German Foreign Minister calls for permanent German troop occupation of Yugoslavia – AP, 11 October 2000

 

Note
To fully appreciate and understand the following article, it is helpful to briefly recall its well documented historical context:
Germany had much to gain from the breakup of Yugoslavia. It was an opportunity to bury its Nazi past, reinvent itself as a leading power in the newly formed European Union and boost its economy.
It was also a long-awaited chance to both punish its wartime enemy and brand Serbia as the new European pariah. 
Serbia’s fierce resistance to the Nazis had tied up 8 German divisions, crucially delaying by 5 weeks Hitler’s assault on the Soviet Union – Operation Barbarossa. The delay almost certainly lost Germany the war.  
The Serbs themselves paid a terrible price. More than one and a half million died defending democracy and resisting German aggression. Hundreds of thousands were exterminated by the Nazi backed Croatian Ustase in notoriously brutal camps like Jasenovac. 
The lesson of history is clear.  Fischer’s notion of troops from Germany occupying Serbia to impose democracy was shameless opportunism and unparalleled hypocrisy. 

 

Fischer states that Yugoslavs Must Acquire Democratic Culture in order to be able to Relate to Germany

(Berlin), AP, Oct. 11, 2000

German Foreign Minister Joschka Fischer, addressing Parliament on Wednesday, expressed his opinion that Germany should not only provide material help to Yugoslavia but that the Bundeswehr [German Armed Forces] and non-military organizations should establish a permanent presence there. He declared that this was a unique chance to create a democracy in the context of further European unification.

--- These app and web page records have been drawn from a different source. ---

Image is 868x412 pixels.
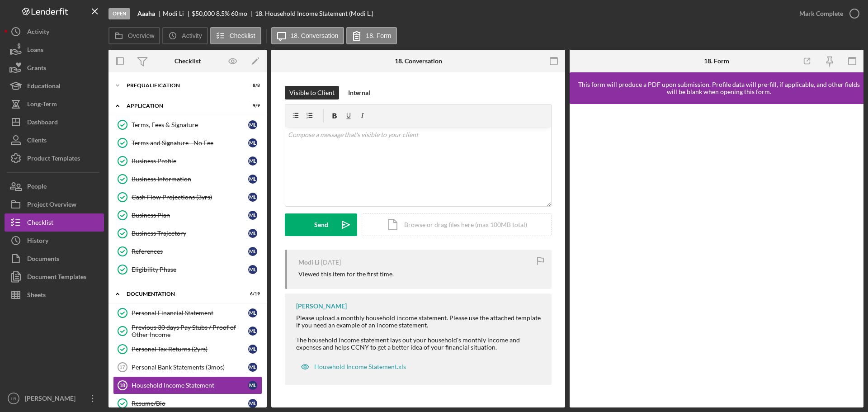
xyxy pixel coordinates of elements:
a: Personal Financial StatementML [113,304,262,322]
div: M L [248,192,257,202]
div: Terms, Fees & Signature [132,121,248,128]
div: 6 / 19 [244,292,260,296]
div: Send [314,213,328,236]
a: Personal Tax Returns (2yrs)ML [113,340,262,358]
div: M L [248,309,257,317]
div: M L [248,345,257,354]
div: 8 / 8 [244,83,260,88]
div: Household Income Statement.xls [314,363,406,371]
a: ReferencesML [113,243,262,260]
div: [PERSON_NAME] [296,303,346,310]
b: Aaaha [137,10,155,17]
div: Resume/Bio [132,400,248,407]
div: Prequalification [126,83,237,88]
div: 18. Form [704,58,729,65]
button: Sheets [5,286,104,304]
div: M L [248,120,257,129]
div: Business Profile [132,158,248,165]
a: Business TrajectoryML [113,224,262,243]
div: M L [248,399,257,408]
div: M L [248,156,257,166]
button: Visible to Client [285,86,339,99]
button: 18. Form [346,27,397,44]
a: Terms, Fees & SignatureML [113,116,262,134]
button: Checklist [210,27,261,44]
button: Document Templates [5,268,104,286]
div: Business Trajectory [132,230,248,237]
div: Open [109,8,130,20]
label: Activity [181,32,202,39]
div: Cash Flow Projections (3yrs) [132,194,248,201]
button: Mark Complete [790,5,863,22]
div: Documentation [126,292,237,296]
div: M L [248,381,257,390]
a: Terms and Signature - No FeeML [113,134,262,152]
div: Internal [348,86,370,99]
div: 9 / 9 [244,103,260,109]
div: M L [248,363,257,372]
button: Activity [162,27,207,44]
div: 18. Household Income Statement (Modi L.) [255,10,374,17]
div: M L [248,265,257,274]
span: $50,000 [192,10,215,17]
tspan: 17 [120,364,125,370]
a: Business InformationML [113,170,262,188]
div: 60 mo [231,10,247,17]
button: Internal [344,86,375,99]
button: Overview [109,27,160,44]
text: LR [11,396,16,401]
div: Mark Complete [799,5,843,22]
div: [PERSON_NAME] [22,390,82,410]
div: 8.5 % [216,10,230,17]
a: Cash Flow Projections (3yrs)ML [113,188,262,206]
tspan: 18 [120,383,125,388]
div: Sheets [27,286,46,306]
div: Modi Li [298,259,319,266]
a: Eligibility PhaseML [113,260,262,279]
time: 2025-09-16 02:09 [321,259,341,266]
div: M L [248,139,257,148]
div: M L [248,229,257,238]
button: Send [285,213,357,236]
div: Eligibility Phase [132,266,248,273]
a: Previous 30 days Pay Stubs / Proof of Other IncomeML [113,322,262,340]
div: Business Plan [132,211,248,219]
label: Overview [128,32,154,39]
div: Viewed this item for the first time. [298,271,394,278]
div: Business Information [132,175,248,183]
div: M L [248,175,257,184]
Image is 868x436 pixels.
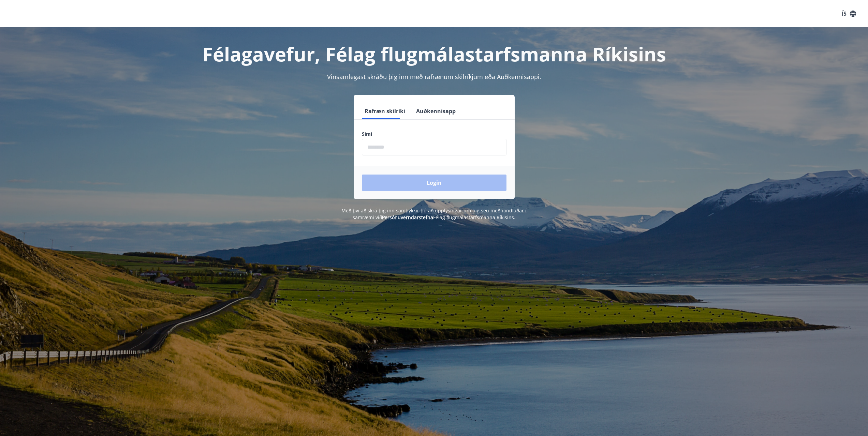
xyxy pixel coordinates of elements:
h1: Félagavefur, Félag flugmálastarfsmanna Ríkisins [196,41,672,67]
span: Með því að skrá þig inn samþykkir þú að upplýsingar um þig séu meðhöndlaðar í samræmi við Félag f... [341,207,527,221]
label: Sími [362,131,506,137]
span: Vinsamlegast skráðu þig inn með rafrænum skilríkjum eða Auðkennisappi. [327,73,541,81]
button: Rafræn skilríki [362,103,408,120]
a: Persónuverndarstefna [382,214,433,221]
button: Auðkennisapp [413,103,458,120]
button: ÍS [838,8,860,20]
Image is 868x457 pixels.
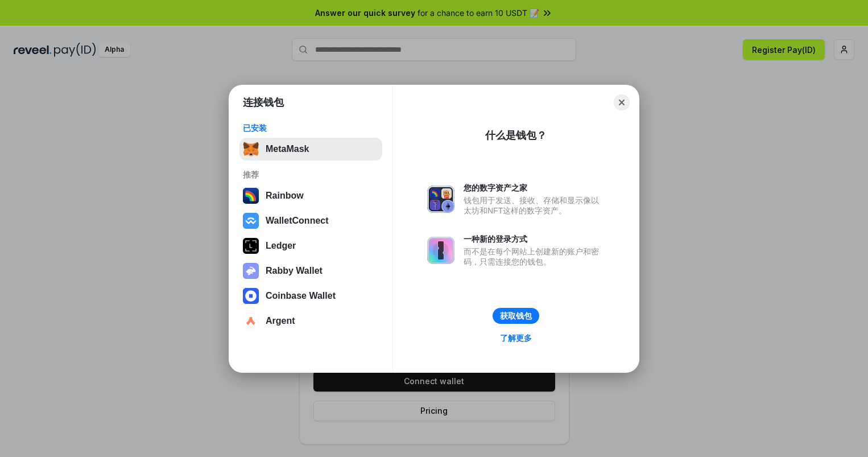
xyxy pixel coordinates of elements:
div: MetaMask [265,144,309,154]
h1: 连接钱包 [243,96,284,110]
a: 了解更多 [493,331,539,345]
div: 而不是在每个网站上创建新的账户和密码，只需连接您的钱包。 [464,246,605,266]
img: svg+xml,%3Csvg%20width%3D%2228%22%20height%3D%2228%22%20viewBox%3D%220%200%2028%2028%22%20fill%3D... [243,288,258,304]
div: Ledger [265,241,296,251]
img: svg+xml,%3Csvg%20width%3D%2228%22%20height%3D%2228%22%20viewBox%3D%220%200%2028%2028%22%20fill%3D... [243,213,258,228]
div: Argent [265,316,295,326]
img: svg+xml,%3Csvg%20xmlns%3D%22http%3A%2F%2Fwww.w3.org%2F2000%2Fsvg%22%20fill%3D%22none%22%20viewBox... [243,263,258,278]
button: MetaMask [239,138,382,161]
div: 一种新的登录方式 [464,234,605,244]
div: 获取钱包 [500,311,532,321]
div: 您的数字资产之家 [464,183,605,193]
img: svg+xml,%3Csvg%20xmlns%3D%22http%3A%2F%2Fwww.w3.org%2F2000%2Fsvg%22%20fill%3D%22none%22%20viewBox... [427,237,455,264]
button: Rabby Wallet [239,260,382,282]
div: Rabby Wallet [265,266,323,276]
div: 已安装 [243,123,379,133]
button: Ledger [239,234,382,257]
button: Rainbow [239,185,382,207]
img: svg+xml,%3Csvg%20width%3D%2228%22%20height%3D%2228%22%20viewBox%3D%220%200%2028%2028%22%20fill%3D... [243,313,258,329]
div: 钱包用于发送、接收、存储和显示像以太坊和NFT这样的数字资产。 [464,195,605,216]
div: 了解更多 [500,333,532,343]
div: Rainbow [265,191,304,201]
button: Coinbase Wallet [239,284,382,307]
img: svg+xml,%3Csvg%20width%3D%22120%22%20height%3D%22120%22%20viewBox%3D%220%200%20120%20120%22%20fil... [243,188,258,204]
img: svg+xml,%3Csvg%20xmlns%3D%22http%3A%2F%2Fwww.w3.org%2F2000%2Fsvg%22%20fill%3D%22none%22%20viewBox... [427,186,455,213]
button: Close [614,95,630,111]
button: WalletConnect [239,210,382,232]
img: svg+xml,%3Csvg%20xmlns%3D%22http%3A%2F%2Fwww.w3.org%2F2000%2Fsvg%22%20width%3D%2228%22%20height%3... [243,238,258,254]
button: Argent [239,309,382,332]
div: Coinbase Wallet [265,291,335,301]
div: 什么是钱包？ [485,129,547,142]
div: 推荐 [243,170,379,180]
div: WalletConnect [265,216,328,226]
img: svg+xml,%3Csvg%20fill%3D%22none%22%20height%3D%2233%22%20viewBox%3D%220%200%2035%2033%22%20width%... [243,141,258,157]
button: 获取钱包 [493,308,540,324]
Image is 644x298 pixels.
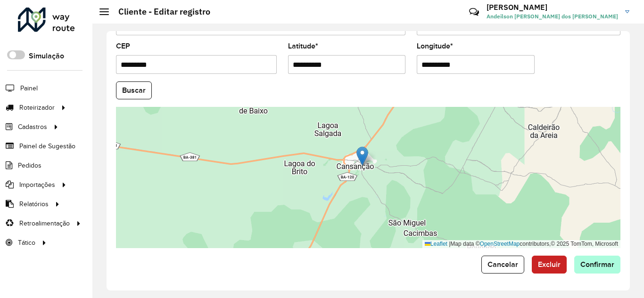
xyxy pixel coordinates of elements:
[19,200,48,209] span: Relatórios
[538,261,561,269] span: Excluir
[19,219,70,228] span: Retroalimentação
[109,6,210,17] h2: Cliente - Editar registro
[487,12,618,21] span: Andeilson [PERSON_NAME] dos [PERSON_NAME]
[288,40,319,52] label: Latitude
[19,103,55,113] span: Roteirizador
[18,161,42,170] span: Pedidos
[20,84,38,93] span: Painel
[19,180,55,190] span: Importações
[581,261,615,269] span: Confirmar
[18,122,47,132] span: Cadastros
[449,241,451,247] span: |
[116,81,152,100] button: Buscar
[417,40,453,52] label: Longitude
[480,241,520,247] a: OpenStreetMap
[18,238,35,248] span: Tático
[356,146,368,166] img: Marker
[425,241,447,247] a: Leaflet
[487,3,618,12] h3: [PERSON_NAME]
[464,2,484,22] a: Contato Rápido
[19,142,76,151] span: Painel de Sugestão
[482,256,525,274] button: Cancelar
[29,51,64,62] label: Simulação
[532,256,567,274] button: Excluir
[422,241,621,249] div: Map data © contributors,© 2025 TomTom, Microsoft
[487,261,518,269] span: Cancelar
[116,40,130,52] label: CEP
[574,256,621,274] button: Confirmar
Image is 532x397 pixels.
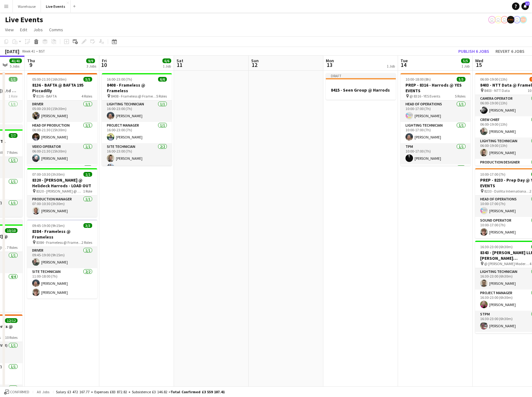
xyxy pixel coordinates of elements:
[13,1,41,13] button: Warehouse
[47,26,66,34] a: Comms
[519,16,527,24] app-user-avatar: Alex Gill
[5,48,19,54] div: [DATE]
[3,389,30,396] button: Confirmed
[5,27,14,32] span: View
[525,2,530,5] span: 17
[18,26,30,34] a: Edit
[501,16,508,24] app-user-avatar: Nadia Addada
[522,3,529,10] a: 17
[3,26,16,34] a: View
[5,15,43,24] h1: Live Events
[456,47,492,55] button: Publish 6 jobs
[513,16,521,24] app-user-avatar: Technical Department
[21,49,36,53] span: Week 41
[41,1,71,13] button: Live Events
[39,49,45,53] div: BST
[33,27,43,32] span: Jobs
[488,16,496,24] app-user-avatar: Technical Department
[507,16,514,24] app-user-avatar: Production Managers
[56,390,225,394] div: Salary £3 472 167.77 + Expenses £83 872.82 + Subsistence £3 146.82 =
[171,390,225,394] span: Total Confirmed £3 559 187.41
[493,47,527,55] button: Revert 6 jobs
[31,26,46,34] a: Jobs
[20,27,27,32] span: Edit
[495,16,502,24] app-user-avatar: Technical Department
[49,27,63,32] span: Comms
[36,390,50,394] span: All jobs
[10,390,30,394] span: Confirmed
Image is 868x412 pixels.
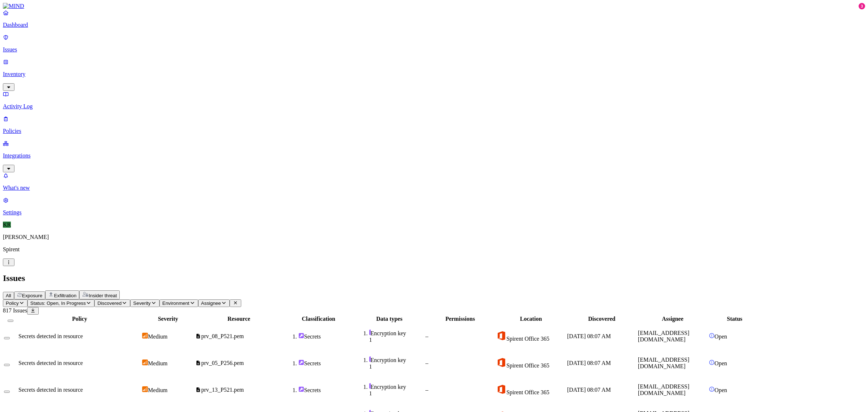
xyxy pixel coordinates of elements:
[97,300,121,306] span: Discovered
[201,300,221,306] span: Assignee
[3,221,11,228] span: KR
[142,386,148,392] img: severity-medium
[3,152,865,159] p: Integrations
[638,330,689,342] span: [EMAIL_ADDRESS][DOMAIN_NAME]
[369,329,424,337] div: Encryption key
[4,391,10,393] button: Select row
[715,387,728,393] span: Open
[148,333,167,339] span: Medium
[142,332,148,339] img: severity-medium
[425,333,428,339] span: –
[369,356,424,363] div: Encryption key
[299,386,304,392] img: secret
[4,337,10,339] button: Select row
[299,359,304,365] img: secret
[8,319,14,322] button: Select all
[162,300,190,306] span: Environment
[3,184,865,191] p: What's new
[3,3,24,10] img: MIND
[709,386,715,392] img: status-open
[3,71,865,77] p: Inventory
[3,22,865,28] p: Dashboard
[709,315,760,322] div: Status
[858,3,865,10] div: 3
[567,360,611,366] span: [DATE] 08:07 AM
[142,359,148,365] img: severity-medium
[369,383,424,390] div: Encryption key
[299,386,354,393] div: Secrets
[3,10,865,28] a: Dashboard
[3,246,865,253] p: Spirent
[355,315,424,322] div: Data types
[369,329,371,335] img: secret-line
[709,332,715,339] img: status-open
[3,47,865,53] p: Issues
[3,234,865,241] p: [PERSON_NAME]
[4,364,10,366] button: Select row
[715,360,728,366] span: Open
[506,363,549,368] span: Spirent Office 365
[638,383,689,396] span: [EMAIL_ADDRESS][DOMAIN_NAME]
[3,172,865,191] a: What's new
[299,359,354,367] div: Secrets
[506,389,549,396] span: Spirent Office 365
[18,360,83,366] span: Secrets detected in resource
[3,307,27,313] span: 817 Issues
[22,293,42,298] span: Exposure
[3,274,865,283] h2: Issues
[30,300,86,306] span: Status: Open, In Progress
[54,293,76,298] span: Exfiltration
[195,315,282,322] div: Resource
[425,315,495,322] div: Permissions
[3,209,865,216] p: Settings
[148,387,167,393] span: Medium
[3,140,865,171] a: Integrations
[496,315,566,322] div: Location
[3,3,865,10] a: MIND
[5,300,18,306] span: Policy
[715,333,728,339] span: Open
[142,315,194,322] div: Severity
[709,359,715,365] img: status-open
[496,330,506,341] img: office-365
[369,383,371,389] img: secret-line
[567,387,611,393] span: [DATE] 08:07 AM
[201,387,244,393] span: prv_13_P521.pem
[18,333,83,339] span: Secrets detected in resource
[369,390,424,397] div: 1
[496,357,506,367] img: office-365
[3,91,865,110] a: Activity Log
[18,387,83,393] span: Secrets detected in resource
[3,128,865,134] p: Policies
[18,315,140,322] div: Policy
[201,360,244,366] span: prv_05_P256.pem
[148,360,167,366] span: Medium
[133,300,151,306] span: Severity
[425,360,428,366] span: –
[88,293,117,298] span: Insider threat
[369,337,424,343] div: 1
[425,387,428,393] span: –
[284,315,354,322] div: Classification
[299,332,304,339] img: secret
[299,332,354,340] div: Secrets
[3,197,865,216] a: Settings
[369,363,424,370] div: 1
[201,333,244,339] span: prv_08_P521.pem
[5,293,11,298] span: All
[3,34,865,53] a: Issues
[3,59,865,90] a: Inventory
[3,115,865,134] a: Policies
[369,356,371,362] img: secret-line
[638,315,708,322] div: Assignee
[567,333,611,339] span: [DATE] 08:07 AM
[638,356,689,369] span: [EMAIL_ADDRESS][DOMAIN_NAME]
[567,315,636,322] div: Discovered
[506,335,549,341] span: Spirent Office 365
[3,103,865,110] p: Activity Log
[496,384,506,394] img: office-365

Reunited Germany has a special responsibility for stabilizing democracy in Serbia. Democracy, said Mr. Fischer, is the basis for a lasting peace in the Balkans. But the priority is for the moment that the democratic changes be carried out peacefully and that justice prevail. The Western Balkans is a part of the European comprehensive responsibility.

It was truly correct at the time to stop Slobodan Milosevich’s policy of Greater Serbia and to engage oneself on the side of the democratic opposition, says Joschka Fischer. Now the bloody murdering in the Balkans can be stopped. The Stability Pact has to be used, among other things, for the clearing of the Danube. Also democratic culture has to be built up [in Serbia] to make possible the normalization of relations between Germany and Serbia.

The first steps have been taken through the lifting of the oil and the flight embargoes by the European Union. Now Serbia can be accompanied on its route toward Europe. In the words of Fischer, all those who have made themselves guilty of grave crimes have to be brought to justice.